The weeks leading up to Cannes Lions 2026 brought the programmatic TV industry to an inflection point. Publicis told clients to stop using The Trade Desk after an audit uncovered overcharging, unauthorized purchases, and stacked fees. Omnicom launched its own audit. And the WSJ chronicled The Trade Desk's valuation decline as four of the five largest agency holding companies raised concerns about its take rate.
By the time the industry gathered on the Croisette, everyone had the same question: how did we get here?
Speaking at Adweek House, Tatari CEO, Philip Inghelbrecht, took the stage to provide some answers. The conversation, "What Agency Audits Reveal About the Infrastructure Programmatic CTV Was Built On," cut through the noise with a simple thesis: this isn't a story about one bad actor. It's a story about infrastructure that was never designed for television.
Here are a few highlights.
Philip was direct: The Trade Desk has been singled out, but the real problem is structural. Programmatic TV has always faced opacity, data loss, and layered fees. The audits didn't reveal something new, they confirmed what sophisticated buyers have known for years.
"Stakeholders often don’t understand what happens behind the machine," Philip explained. DSPs, SSPs, resellers, and exchanges all take a margin before a single impression reaches a viewer. The aggregate cost, what Tatari calls the ad tech tax, can consume a significant share of every media dollar before it reaches actual inventory. Tatari publishes real campaign data at comparing direct buys against the same inventory purchased through the programmatic supply chain. The difference is not marginal.
Tatari, Philip noted, remains largely unaffected by these issues — not because they got lucky, but because they built differently. Nearly 80% of Tatari's media is bought direct from publishers via Upstream, Tatari's direct-to-publisher infrastructure that connects at the ad-server level, bypassing DSPs and SSPs entirely.
Philip offered one of the more clarifying takes on the Fox-Roku deal making headlines at Cannes: this is a distribution play, not a content play. Fox wants to own how viewers access content — the operating system layer — the same way Comcast did 20 years ago with cable infrastructure.
That said, Philip doesn't expect Fox to become a true walled garden. Publishers ultimately need data transparency to measure performance across platforms. Locking everything down limits their own ability to prove value. The consolidation trend matters for reach strategy, but the measurement imperative keeps the ecosystem from fully closing.
Here's the number that reframes the entire CTV conversation: of the $90 billion US TV market, only about $15 billion is programmatic, and only half of that might reasonably be called premium.
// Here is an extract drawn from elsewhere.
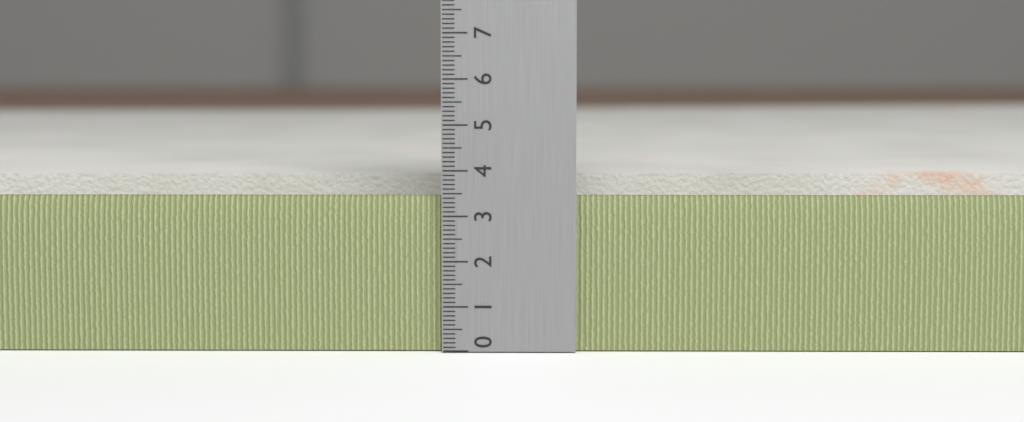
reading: 3.7 (no unit)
The reason is deliberate. Publishers decide what inventory enters programmatic pipes, and the most valuable placements — live sports, tentpole programming, major events — are sold direct to preserve reach and pricing control. The Super Bowl is not programmatic. The NBA Finals are not programmatic. If a DSP is your only path to TV, you're buying the programmatic approximation of television, not television itself.
Philip still believes programmatic is valuable for retargeting and deep audience targeting, where precision matters more than scale. But its greatest limitation is the same thing it's known for — targeting narrows reach, and reach is the primary strength of TV advertising.
Meanwhile, roughly 90% of CTV impressions come from just 10 publishers, based on internal data from hundreds of millions of dollars in Tatari media spend. This is not the open web. The supply is concentrated. The relationships are knowable. An intermediary layer between an advertiser and those ten publishers isn't solving a complexity problem, it's actually creating a cost problem.
With AI dominating every conversation at Cannes, Philip offered a pointed distinction between what's real and what's theater.
Most of what the industry calls "agentic AI" right now, he argued, is closer to workflow automation; manual processes wrapped in an AI label. True AI in media looks different: using large language models to analyze massive historical data sets and plan campaigns faster and more accurately than any human buyer could.
Tatari applies AI in two concrete ways. First, by training models on years of campaign data to generate media plans that balance efficiency and scale. Second, at the execution layer, using AI to retriage bid requests in the final split second through Upstream, improving campaign performance by roughly 20% compared to traditional DSP auctions.
Philip's outlook centers on direct infrastructure, not programmatic reform. The future of CTV isn't fixing the programmatic supply chain, it's building a parallel one.
Walled gardens — Amazon, Netflix, YouTube — account for roughly 25% of viewership. That leaves 75% of the TV landscape available for innovation outside those walls. The companies that win in that space will be the ones with direct publisher connections, real measurement infrastructure, and the ability to buy across the full TV market, not just the portion that enters programmatic pipes.

I run marketing at Tatari and have the world's cutest french bulldog.